Time On My Hands (''Dad's Army'')
"Time on my Hands" | |
---|---|
Dad's Army episode | |
Episode no. |
Series Five Episode 053 |
Directed by | David Croft |
Story by | Jimmy Perry and David Croft |
Produced by | David Croft |
Original air date |
29 December 1972 (recorded 8 December 1972) |
Running time | 30 minutes |
Time on My Hands is the thirteenth and final episode of the fifth series of the British comedy series Dad's Army that was originally transmitted on 29 December 1972.
Synopsis
A German pilot has bailed out and is now tangled up on the town hall's clock tower. Mainwaring's men are obliged to retrieve him. Getting up is not a problem - they can climb a makeshift ladder. Getting down again proves more difficult - Jones has broken the ladder.
Plot
The episode opens with Captain Mainwaring and Sergeant Wilson enjoying a relaxing morning coffee at the Marigold Tea Rooms when Pike bursts in announcing a Luftwaffe pilot has bailed out and landed on the roof of the town hall. Gathering together the rest of the platoon, they head straight for the town hall. When they arrive they find the ARP and Warden Hodge marshalling a large crowd of spectators, watching the stranded German on the clock tower. Mainwaring brusquely pushes Hodges aside and takes over command of the situation himself. He leads some of his men up a ladder to the tower, to try to rescue the German.

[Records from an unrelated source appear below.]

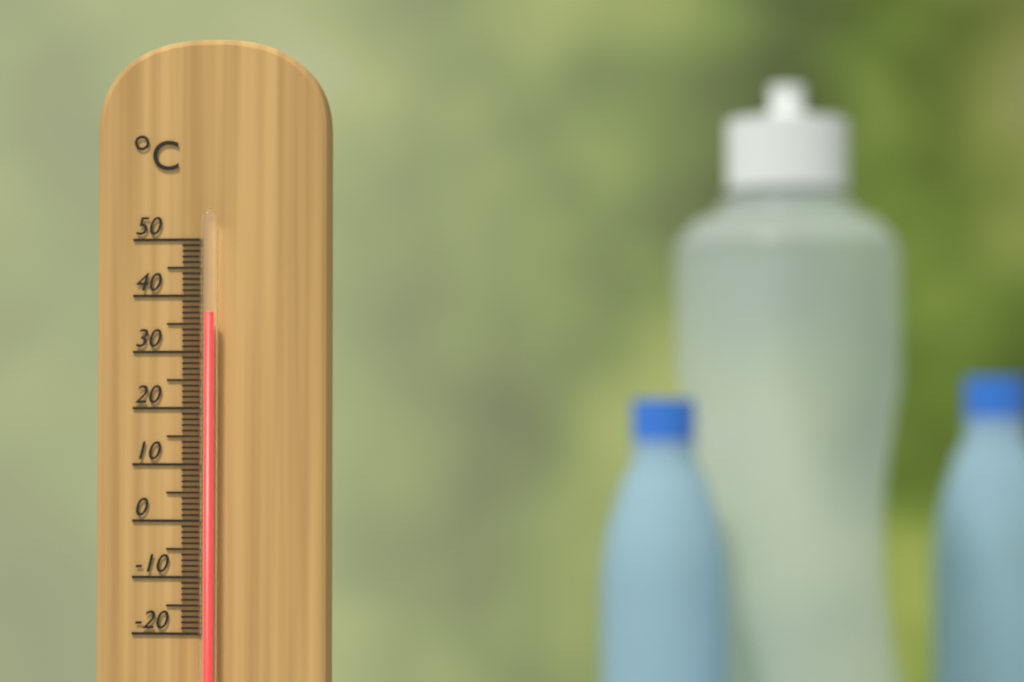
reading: 37 °C
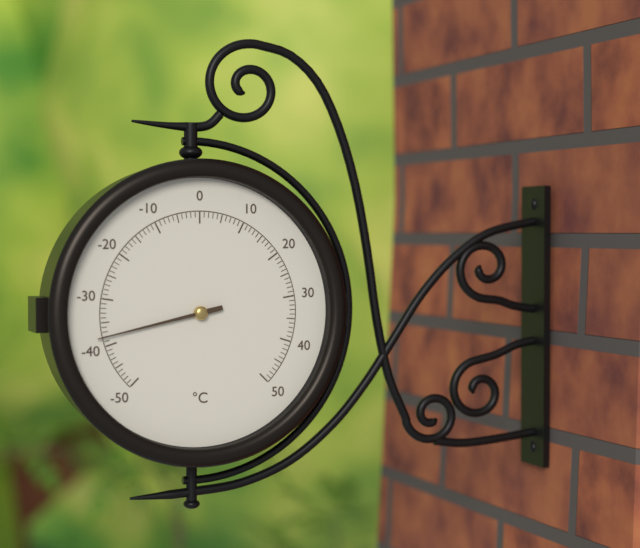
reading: -38 °C
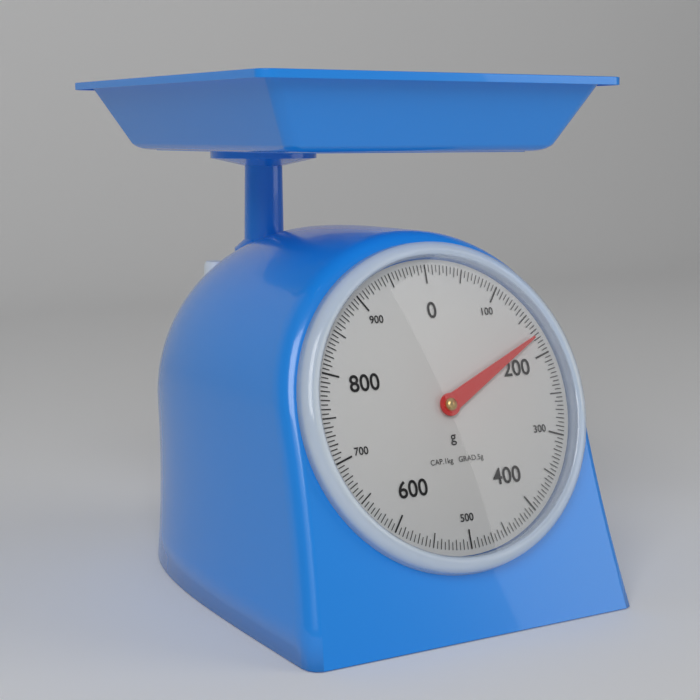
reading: 175 g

After a number of failed attempts to rescue him, they eventually manage to reach the German using a pole found by Corporal Jones. Unfortunately the pole had been holding up the ladders up to the tower, which collapse, leaving them stranded. While Mainwaring puts the German pilot under close arrest, he and the rest of the men try to find a way to get back down. Meanwhile on the ground level, a sneering Hodges mocks their predicament, enraged because it was he who had erected the ladders in the first place. The platoon suggests various ideas of getting down. Fraser tells a story of lighthouse keepers who were trapped in a lighthouse and decided to get out by dismantling it as they had gone mad from the isolation. Wilson tells a story his nanny told him: a Prince rescued a beautiful Princess trapped in a tower by firing an arrow into the tower; attached to the arrow was a piece of thread, attached to the thread was a piece of twine and attached to that was a rope which the Princess used to escape. Walker suggests using a rope in the tower to get down, Mainwaring claims he already noticed the rope and was waiting to see if anybody else would.
When the men try to free the rope, they accidentally start up the clock tower. After Jones gets caught up in (and rescued from) the clock automatons, and several of the men's finest hats are ruined to silence the large bell to avoid an invasion alert, an arrow loosed by the Vicar strikes the tower - a note wrapped around it states that there is a piece of thread attached to the arrow; attached to the thread is a piece of twine and attached to the twine is a piece of rope, just like in the fairytale Wilson's nanny told him.
Cast
- Arthur Lowe as Captain Mainwaring
- John Le Mesurier as Sergeant Wilson
- Clive Dunn as Lance Corporal Jones
- John Laurie as Private Frazer
- James Beck as Private Walker
- Arnold Ridley as Private Godfrey
- Ian Lavender as Private Pike
- Bill Pertwee as ARP Warden Hodges
- Frank Williams as Vicar
- Edward Sinclair as The Verger
- Harold Bennett as Mr Blewitt
- Colin Bean as Private Sponge
- Joan Cooper as Miss Fortescue
- Eric Longworth as Mr Gordon the Town Clerk
- Christopher Sandford as The German Pilot
Notes
- This is the only episode in which the platoon do not wear their uniforms for the whole episode.
- Mainwaring calls his bank "Martins Bank" (a real-life bank, whose name is also used in the 1971 film), instead of the fictitious "Swallow's Bank" usually used in the series.